As “agile” tech development methodologies gain support at the Pentagon, a new guide from the Defense Innovation Board (DIB), titled “Detecting Agile BS,” aims to arm Federal IT executives with the power to read in between the buzzwords and weed out the imposters.

“Agile is a buzzword of software development, and so all DoD software development projects are, almost by default, now declared to be ‘agile’,” the document notes. “The purpose of this document is to provide guidance to DoD program executives and acquisition professionals on how to detect software projects that are really using agile development versus those that are simply waterfall or spiral development in agile clothing.”

The guide identifies key agile values, including interactions over processes, working software over extensive documentation, collaboration over contract negotiation, and responding to change. The guide also includes common maxims used to describe agile projects, such as “DevSecOps” and “software programs should start small, be iterative, and build on success.”

DIB also offers key flags that a project is not truly agile, such as a lack of communication with users, a focus on requirements over creating a project for users, and stakeholders acting autonomously.

To help executives and teams stay on track, the guide also includes common tools used in agile development, questions to ask the programming team, program management, leadership, and customers to see if development is truly following agile methodology or, as DIB puts it, is “agile-scrum-fall.”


◆ What you should do ◆
In the records below, find each line with "skull" and copy it.

◆ Figure record listings ◆

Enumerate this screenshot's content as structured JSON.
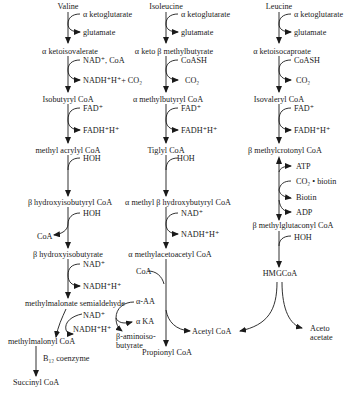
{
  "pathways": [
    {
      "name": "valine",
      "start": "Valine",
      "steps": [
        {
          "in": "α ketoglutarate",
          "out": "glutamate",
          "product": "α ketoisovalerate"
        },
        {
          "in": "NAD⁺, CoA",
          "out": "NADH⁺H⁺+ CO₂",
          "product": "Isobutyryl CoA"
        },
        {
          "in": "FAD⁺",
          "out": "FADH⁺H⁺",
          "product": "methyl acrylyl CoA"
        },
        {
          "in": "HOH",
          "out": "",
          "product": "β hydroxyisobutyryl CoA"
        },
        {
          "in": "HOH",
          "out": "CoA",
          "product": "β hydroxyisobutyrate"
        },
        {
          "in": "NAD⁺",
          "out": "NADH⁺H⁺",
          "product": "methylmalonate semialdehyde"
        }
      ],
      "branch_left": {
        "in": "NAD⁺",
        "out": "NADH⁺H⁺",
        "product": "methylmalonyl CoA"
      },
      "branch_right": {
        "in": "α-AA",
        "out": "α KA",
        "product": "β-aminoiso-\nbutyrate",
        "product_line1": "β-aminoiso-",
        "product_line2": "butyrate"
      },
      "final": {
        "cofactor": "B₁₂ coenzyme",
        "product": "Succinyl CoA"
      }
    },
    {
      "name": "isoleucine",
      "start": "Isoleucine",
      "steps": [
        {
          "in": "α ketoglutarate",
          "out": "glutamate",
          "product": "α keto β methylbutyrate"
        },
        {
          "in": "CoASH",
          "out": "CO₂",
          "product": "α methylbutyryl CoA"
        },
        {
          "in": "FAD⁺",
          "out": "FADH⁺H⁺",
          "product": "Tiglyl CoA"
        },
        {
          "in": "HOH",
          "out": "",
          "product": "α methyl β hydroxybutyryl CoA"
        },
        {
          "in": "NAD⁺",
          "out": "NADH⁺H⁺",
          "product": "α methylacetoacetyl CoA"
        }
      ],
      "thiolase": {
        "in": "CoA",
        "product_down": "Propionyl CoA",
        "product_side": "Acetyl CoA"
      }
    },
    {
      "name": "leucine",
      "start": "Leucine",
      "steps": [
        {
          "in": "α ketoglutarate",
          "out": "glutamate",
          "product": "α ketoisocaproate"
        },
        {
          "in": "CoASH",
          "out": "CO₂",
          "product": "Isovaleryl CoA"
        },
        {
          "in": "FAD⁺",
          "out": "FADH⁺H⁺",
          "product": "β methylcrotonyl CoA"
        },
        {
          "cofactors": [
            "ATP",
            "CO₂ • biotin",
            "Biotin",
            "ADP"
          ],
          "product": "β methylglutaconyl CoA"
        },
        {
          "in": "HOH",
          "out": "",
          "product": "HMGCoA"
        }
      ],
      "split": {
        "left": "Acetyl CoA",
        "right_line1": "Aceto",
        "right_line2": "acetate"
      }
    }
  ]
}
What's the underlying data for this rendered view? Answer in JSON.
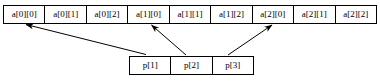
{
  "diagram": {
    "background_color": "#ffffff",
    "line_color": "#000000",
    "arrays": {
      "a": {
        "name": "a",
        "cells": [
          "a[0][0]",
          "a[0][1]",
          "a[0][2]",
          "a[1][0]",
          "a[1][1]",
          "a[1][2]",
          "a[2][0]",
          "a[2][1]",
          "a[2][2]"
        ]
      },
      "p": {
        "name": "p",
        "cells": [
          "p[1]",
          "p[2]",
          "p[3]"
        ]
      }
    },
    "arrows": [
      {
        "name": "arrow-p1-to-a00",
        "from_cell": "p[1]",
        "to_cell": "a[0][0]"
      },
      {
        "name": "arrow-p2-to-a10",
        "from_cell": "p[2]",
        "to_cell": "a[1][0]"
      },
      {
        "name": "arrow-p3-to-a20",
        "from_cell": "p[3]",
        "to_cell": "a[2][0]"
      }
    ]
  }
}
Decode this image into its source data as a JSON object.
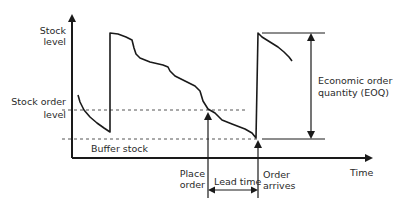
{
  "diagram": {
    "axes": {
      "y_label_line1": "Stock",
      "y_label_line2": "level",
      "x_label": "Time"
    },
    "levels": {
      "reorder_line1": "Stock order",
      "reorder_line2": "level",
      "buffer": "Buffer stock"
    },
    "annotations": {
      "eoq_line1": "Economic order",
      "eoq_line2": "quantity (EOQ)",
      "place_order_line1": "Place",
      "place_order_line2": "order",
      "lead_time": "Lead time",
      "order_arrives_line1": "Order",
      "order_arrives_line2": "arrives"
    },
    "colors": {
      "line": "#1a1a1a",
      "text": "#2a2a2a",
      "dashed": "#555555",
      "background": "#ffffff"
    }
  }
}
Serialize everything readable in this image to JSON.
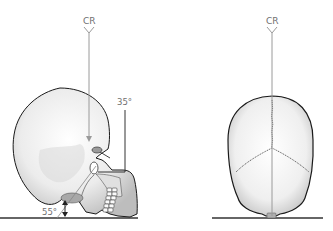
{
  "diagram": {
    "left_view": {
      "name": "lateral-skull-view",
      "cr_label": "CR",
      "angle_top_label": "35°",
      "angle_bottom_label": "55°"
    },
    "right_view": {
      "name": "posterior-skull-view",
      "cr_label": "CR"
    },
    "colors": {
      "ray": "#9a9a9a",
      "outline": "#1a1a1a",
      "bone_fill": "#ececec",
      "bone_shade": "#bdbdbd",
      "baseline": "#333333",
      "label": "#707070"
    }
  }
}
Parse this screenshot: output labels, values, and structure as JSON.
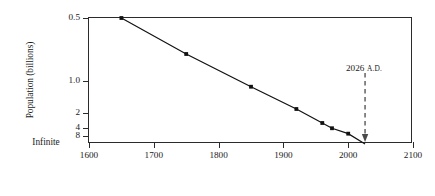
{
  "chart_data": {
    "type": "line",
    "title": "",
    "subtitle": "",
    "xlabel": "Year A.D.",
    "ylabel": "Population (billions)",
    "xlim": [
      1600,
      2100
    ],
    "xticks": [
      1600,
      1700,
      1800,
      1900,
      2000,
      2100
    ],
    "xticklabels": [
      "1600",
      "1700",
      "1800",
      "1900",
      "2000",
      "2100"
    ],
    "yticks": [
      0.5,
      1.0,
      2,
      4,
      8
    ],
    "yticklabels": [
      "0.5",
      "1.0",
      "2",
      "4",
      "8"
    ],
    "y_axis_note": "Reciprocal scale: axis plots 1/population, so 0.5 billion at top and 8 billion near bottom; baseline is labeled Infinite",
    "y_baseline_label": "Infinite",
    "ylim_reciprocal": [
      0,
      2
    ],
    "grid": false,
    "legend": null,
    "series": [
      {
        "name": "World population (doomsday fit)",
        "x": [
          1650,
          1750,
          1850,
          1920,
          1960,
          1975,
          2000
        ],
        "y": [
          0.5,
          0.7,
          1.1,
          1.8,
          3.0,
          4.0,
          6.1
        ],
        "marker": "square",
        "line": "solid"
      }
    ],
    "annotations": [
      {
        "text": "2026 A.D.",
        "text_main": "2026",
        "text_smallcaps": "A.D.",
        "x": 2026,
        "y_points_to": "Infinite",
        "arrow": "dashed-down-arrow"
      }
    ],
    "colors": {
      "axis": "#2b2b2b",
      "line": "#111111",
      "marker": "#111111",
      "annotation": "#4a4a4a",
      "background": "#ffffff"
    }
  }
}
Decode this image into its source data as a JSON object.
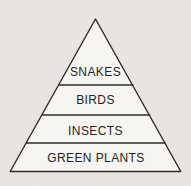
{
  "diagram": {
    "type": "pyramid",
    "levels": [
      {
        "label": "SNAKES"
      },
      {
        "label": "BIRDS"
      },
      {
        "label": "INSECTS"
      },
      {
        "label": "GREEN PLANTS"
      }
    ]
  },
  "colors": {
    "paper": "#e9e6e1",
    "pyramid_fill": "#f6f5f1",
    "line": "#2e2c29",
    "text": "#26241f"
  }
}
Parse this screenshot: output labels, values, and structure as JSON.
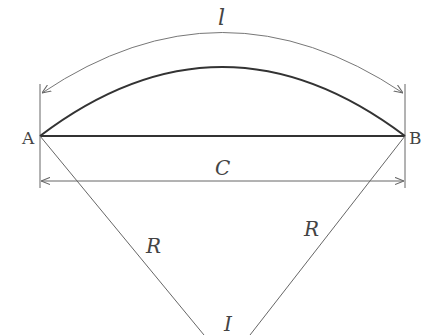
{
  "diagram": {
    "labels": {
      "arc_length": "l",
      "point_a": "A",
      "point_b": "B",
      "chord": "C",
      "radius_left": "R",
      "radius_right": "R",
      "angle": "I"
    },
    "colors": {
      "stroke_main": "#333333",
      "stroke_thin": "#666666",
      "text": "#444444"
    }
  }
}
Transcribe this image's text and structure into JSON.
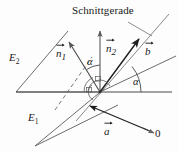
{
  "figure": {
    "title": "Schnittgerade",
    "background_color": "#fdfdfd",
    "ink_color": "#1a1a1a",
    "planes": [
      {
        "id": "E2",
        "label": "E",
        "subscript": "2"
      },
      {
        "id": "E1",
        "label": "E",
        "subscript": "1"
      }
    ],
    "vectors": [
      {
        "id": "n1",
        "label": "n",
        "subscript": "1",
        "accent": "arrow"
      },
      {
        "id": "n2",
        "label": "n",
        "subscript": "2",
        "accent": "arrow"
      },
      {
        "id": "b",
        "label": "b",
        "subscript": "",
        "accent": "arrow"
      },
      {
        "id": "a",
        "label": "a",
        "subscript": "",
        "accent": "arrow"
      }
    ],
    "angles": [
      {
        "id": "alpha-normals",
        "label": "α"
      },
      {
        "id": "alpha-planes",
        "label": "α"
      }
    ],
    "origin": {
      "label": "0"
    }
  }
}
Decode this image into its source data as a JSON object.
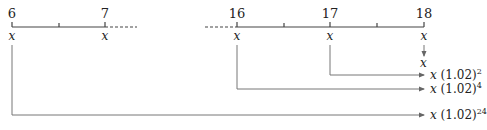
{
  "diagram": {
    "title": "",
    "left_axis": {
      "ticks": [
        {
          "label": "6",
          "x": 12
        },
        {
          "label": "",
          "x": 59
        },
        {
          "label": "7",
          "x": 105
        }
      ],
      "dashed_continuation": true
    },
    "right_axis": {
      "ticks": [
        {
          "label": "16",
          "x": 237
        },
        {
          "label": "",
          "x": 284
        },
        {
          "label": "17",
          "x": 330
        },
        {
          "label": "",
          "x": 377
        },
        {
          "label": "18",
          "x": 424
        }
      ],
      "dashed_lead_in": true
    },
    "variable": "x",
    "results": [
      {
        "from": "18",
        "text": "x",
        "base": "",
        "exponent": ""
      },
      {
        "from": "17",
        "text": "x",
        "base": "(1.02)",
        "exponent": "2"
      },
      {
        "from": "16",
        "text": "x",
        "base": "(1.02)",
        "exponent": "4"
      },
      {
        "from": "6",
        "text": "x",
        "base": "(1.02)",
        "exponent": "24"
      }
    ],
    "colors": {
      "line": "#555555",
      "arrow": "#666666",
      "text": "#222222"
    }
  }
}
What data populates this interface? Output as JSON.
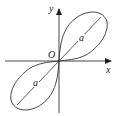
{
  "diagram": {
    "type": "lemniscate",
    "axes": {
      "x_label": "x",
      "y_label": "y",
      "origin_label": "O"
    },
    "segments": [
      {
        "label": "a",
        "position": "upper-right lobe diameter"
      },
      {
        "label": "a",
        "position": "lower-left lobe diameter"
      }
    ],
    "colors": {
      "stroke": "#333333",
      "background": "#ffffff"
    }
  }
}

◆ Exercise answer ◆
      "name": "lateral-skull-view",
      "name": "posterior-skull-view",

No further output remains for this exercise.